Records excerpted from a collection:
--- START ---

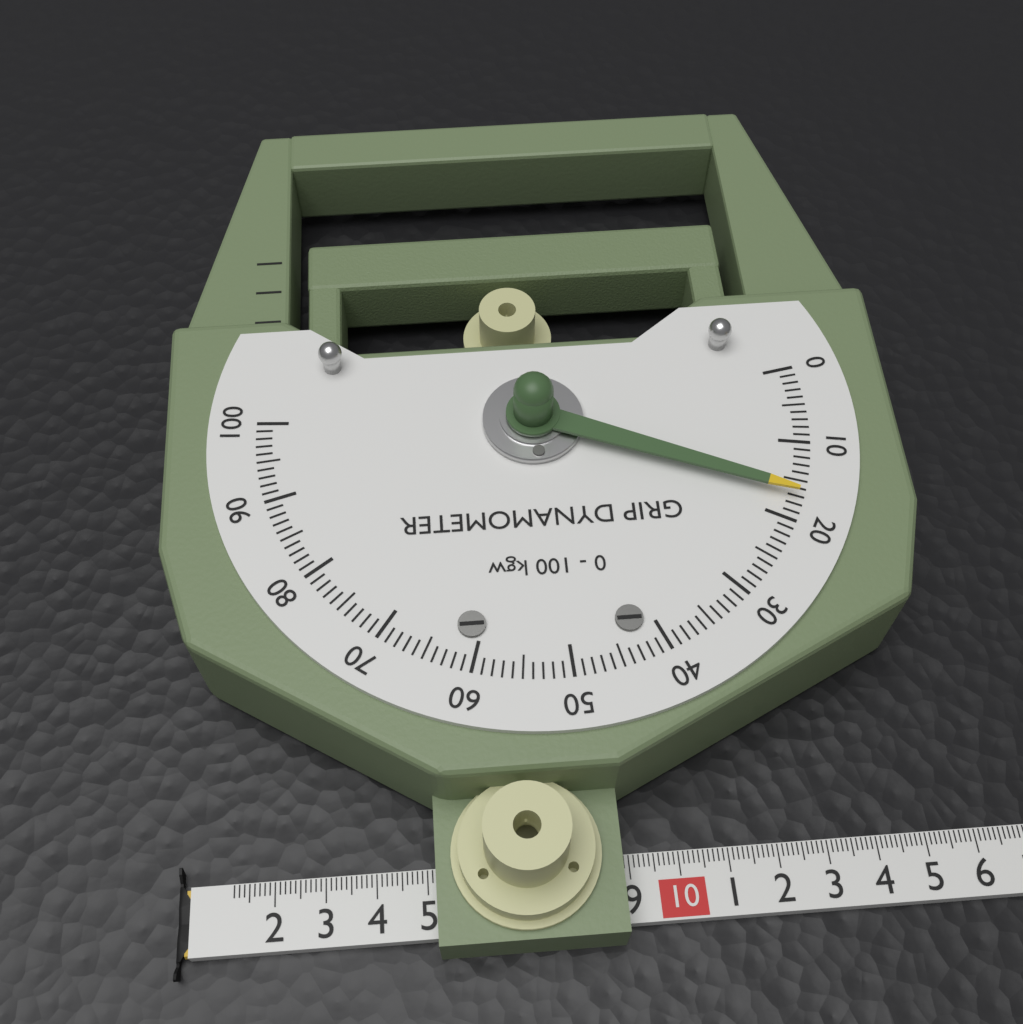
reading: 17 kgw
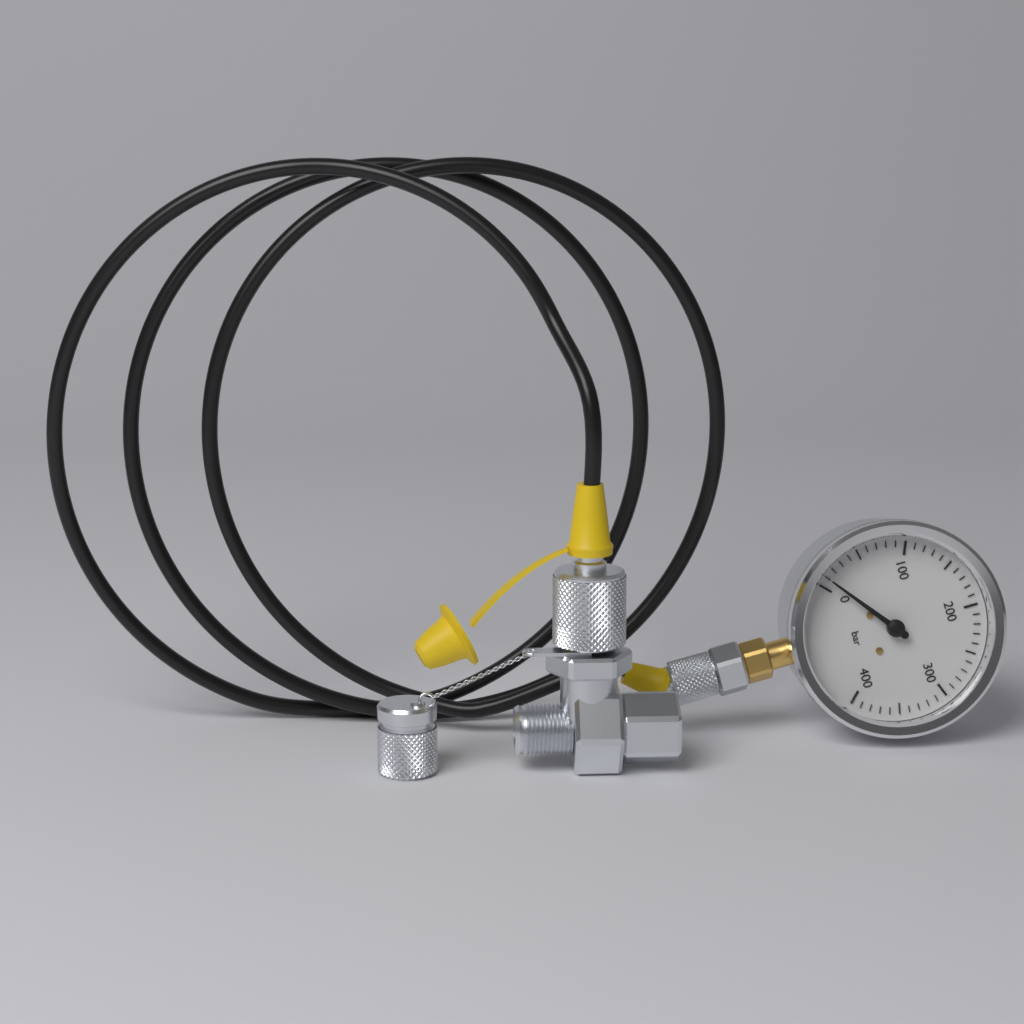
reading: 10 bar
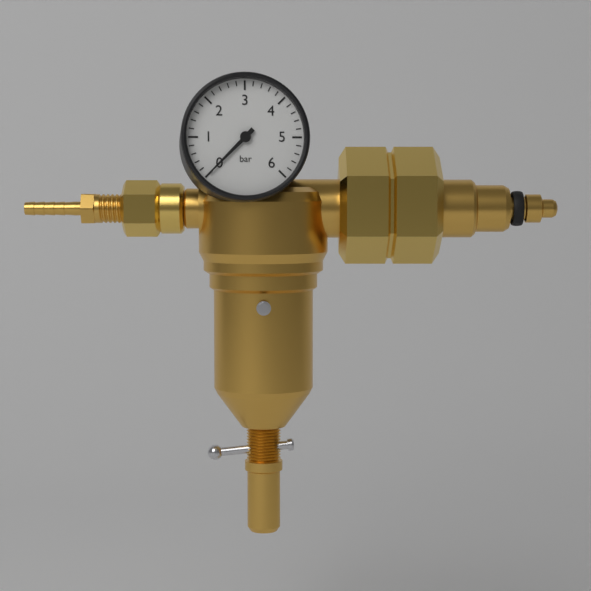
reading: 0.0 bar
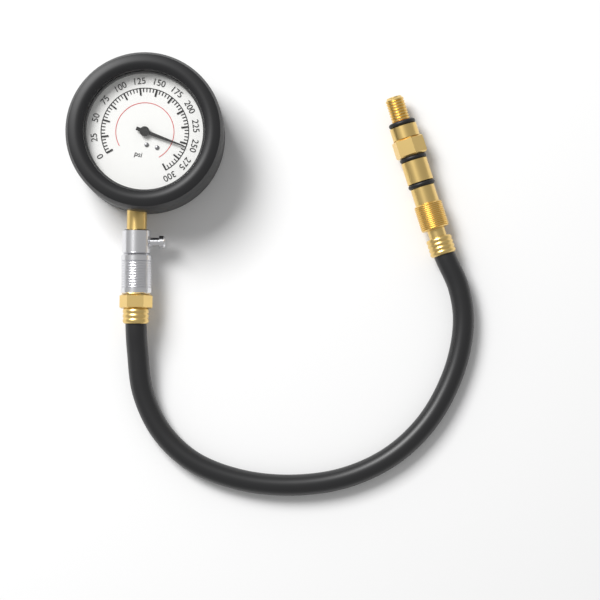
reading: 255 psi
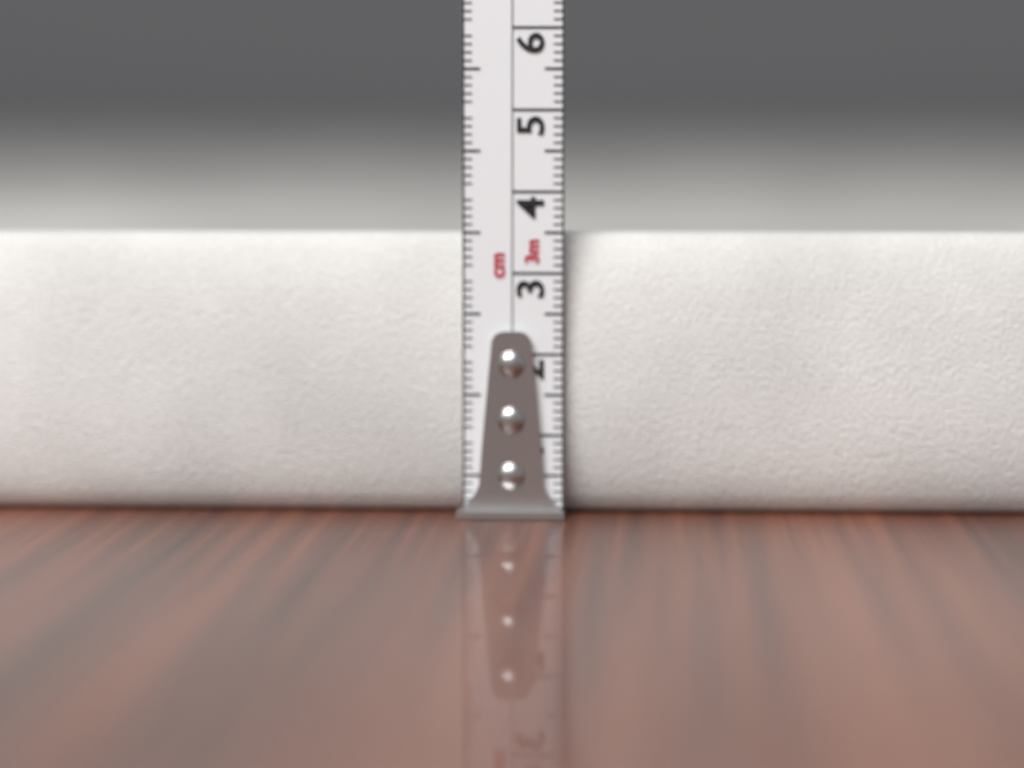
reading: 3.5 cm
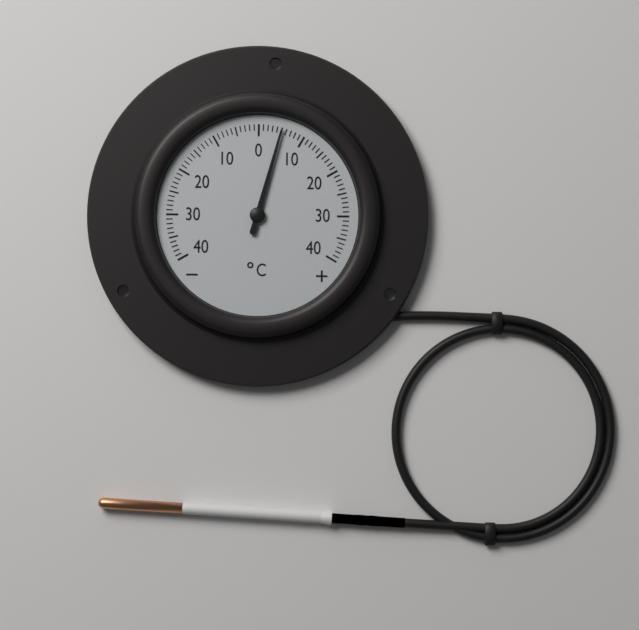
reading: 5 °C
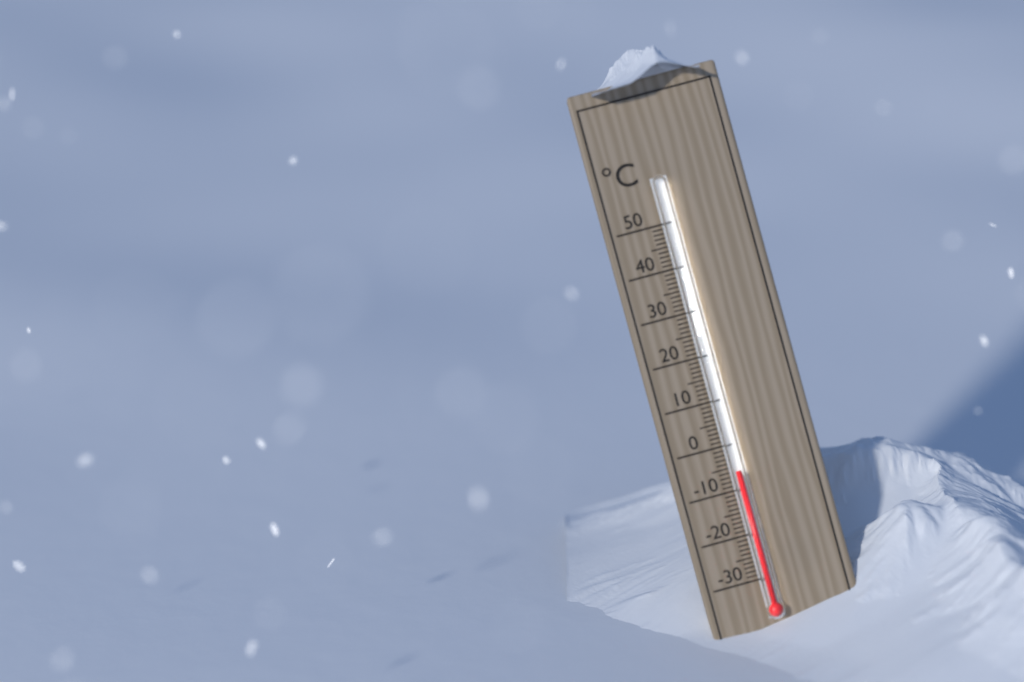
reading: -6 °C
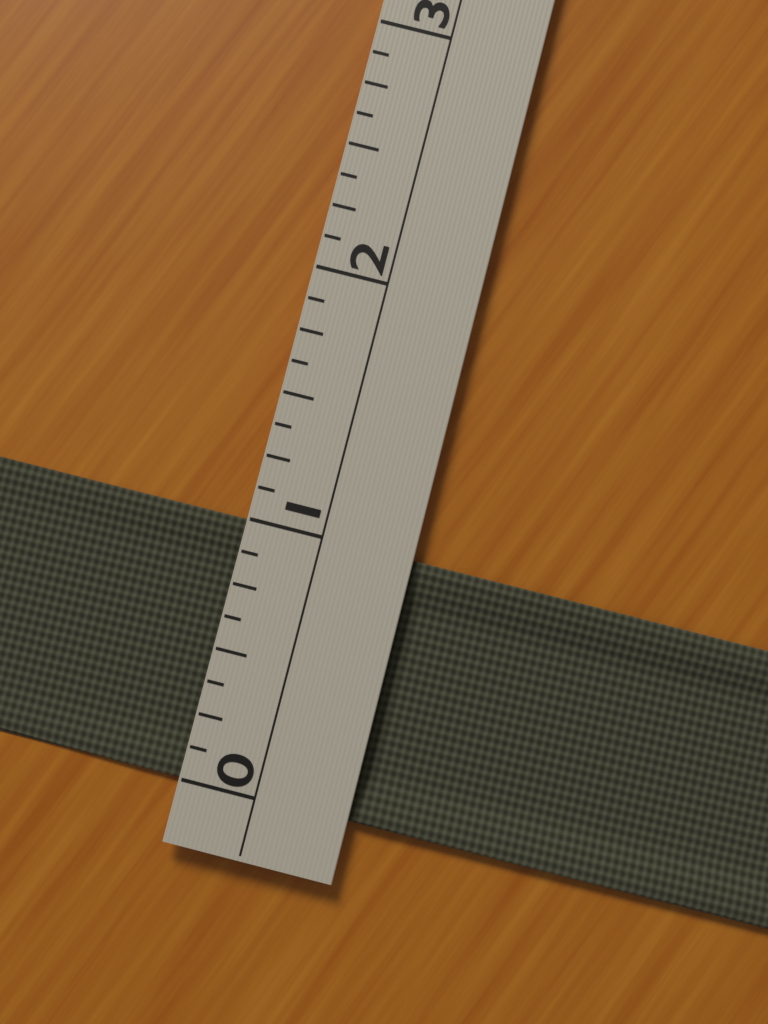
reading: 1.000 (no unit)
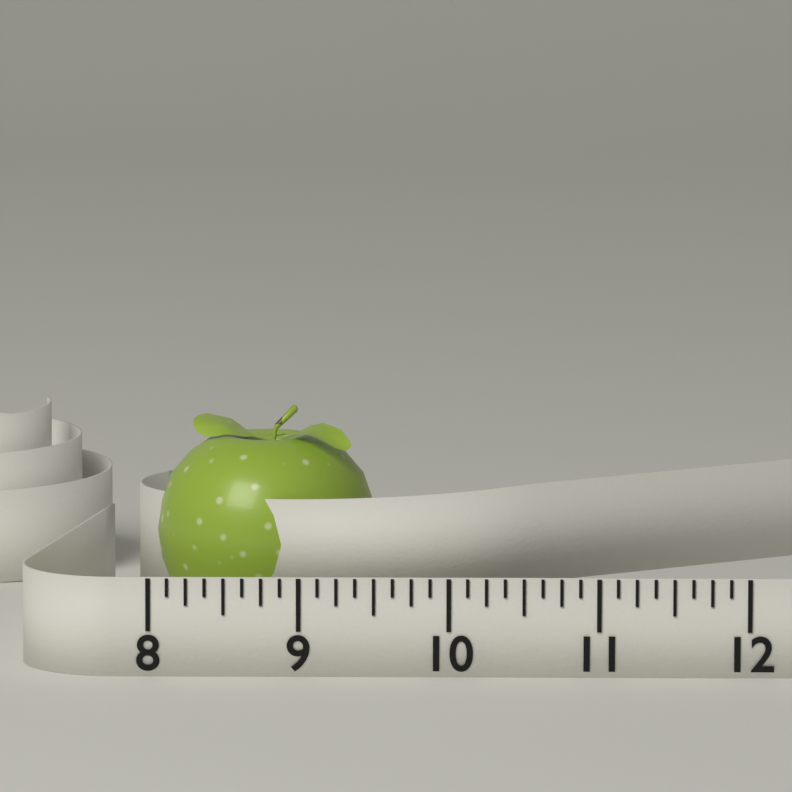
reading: 9.500 (no unit)
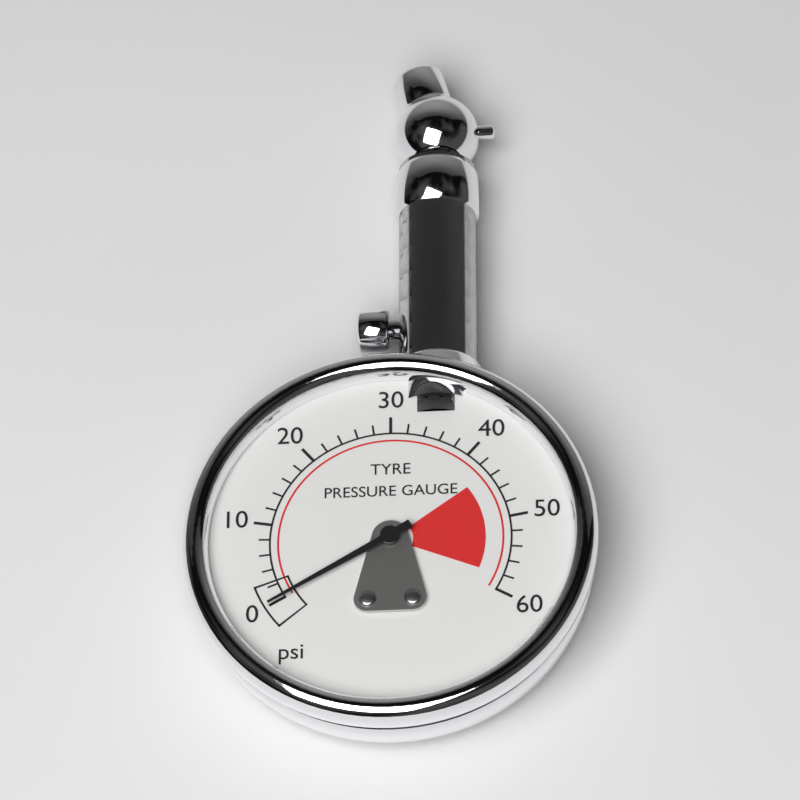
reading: 0 psi
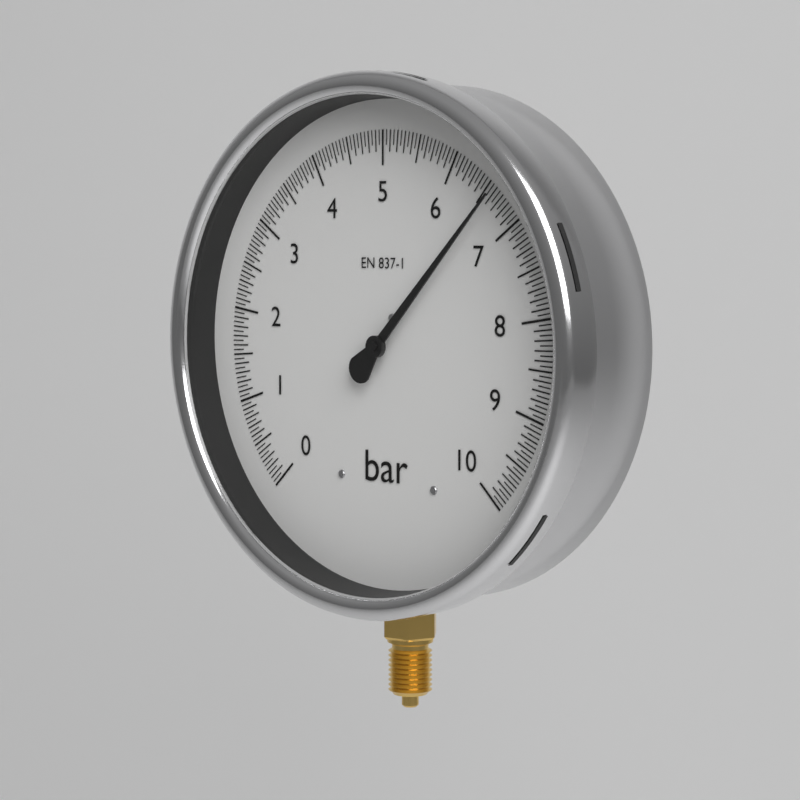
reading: 6.60 bar
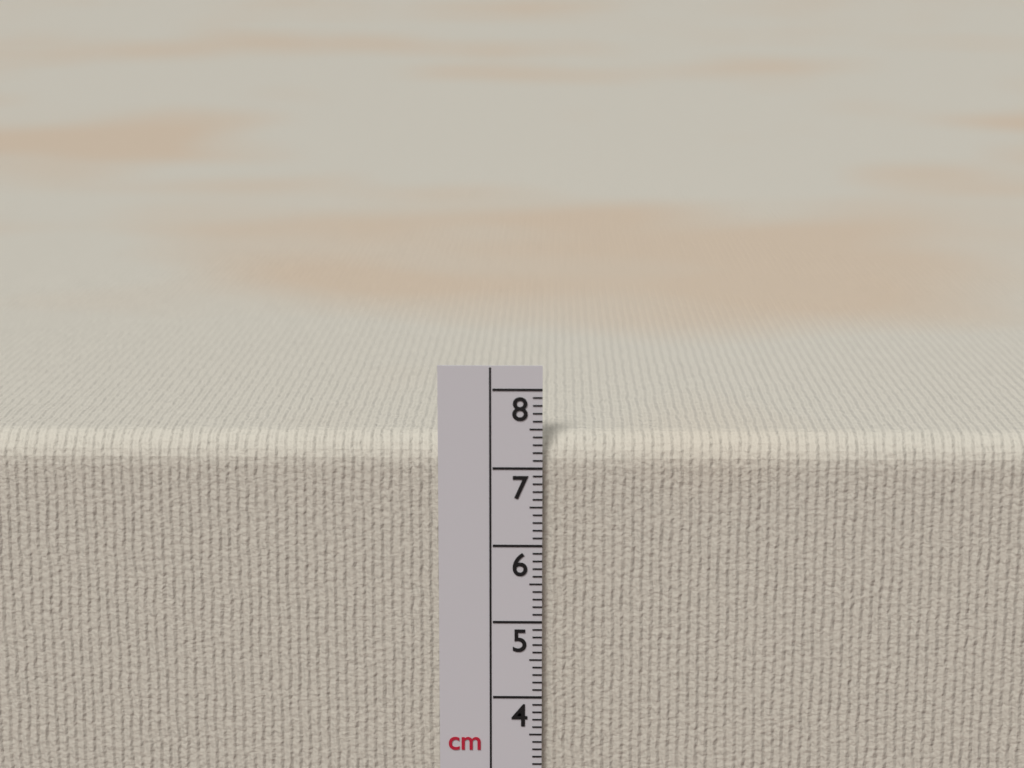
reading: 7.4 cm
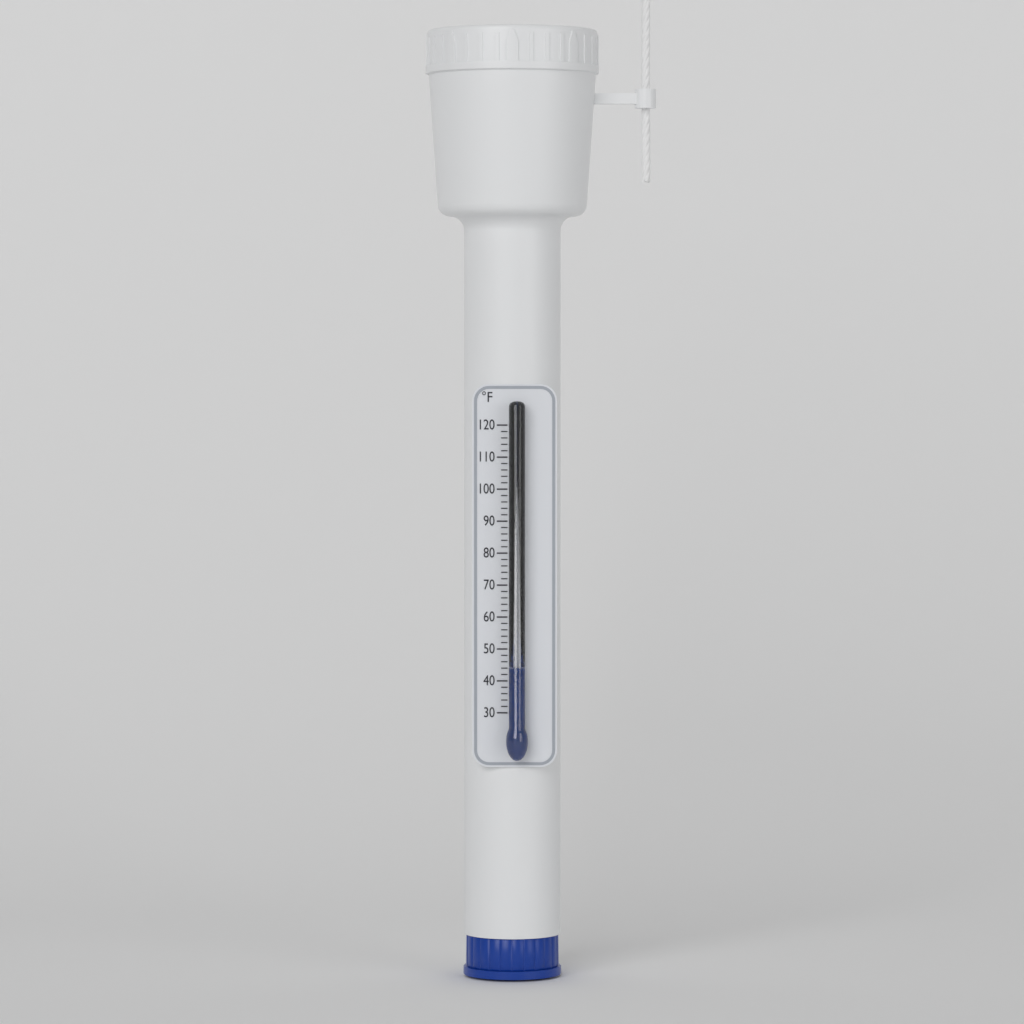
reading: 44 °F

--- END ---

Instructions for the task — Set the records down again exactly, and omit any picture in them.

Answer below —
reading: 17 kgw
reading: 10 bar
reading: 0.0 bar
reading: 255 psi
reading: 3.5 cm
reading: 5 °C
reading: -6 °C
reading: 1.000 (no unit)
reading: 9.500 (no unit)
reading: 0 psi
reading: 6.60 bar
reading: 7.4 cm
reading: 44 °F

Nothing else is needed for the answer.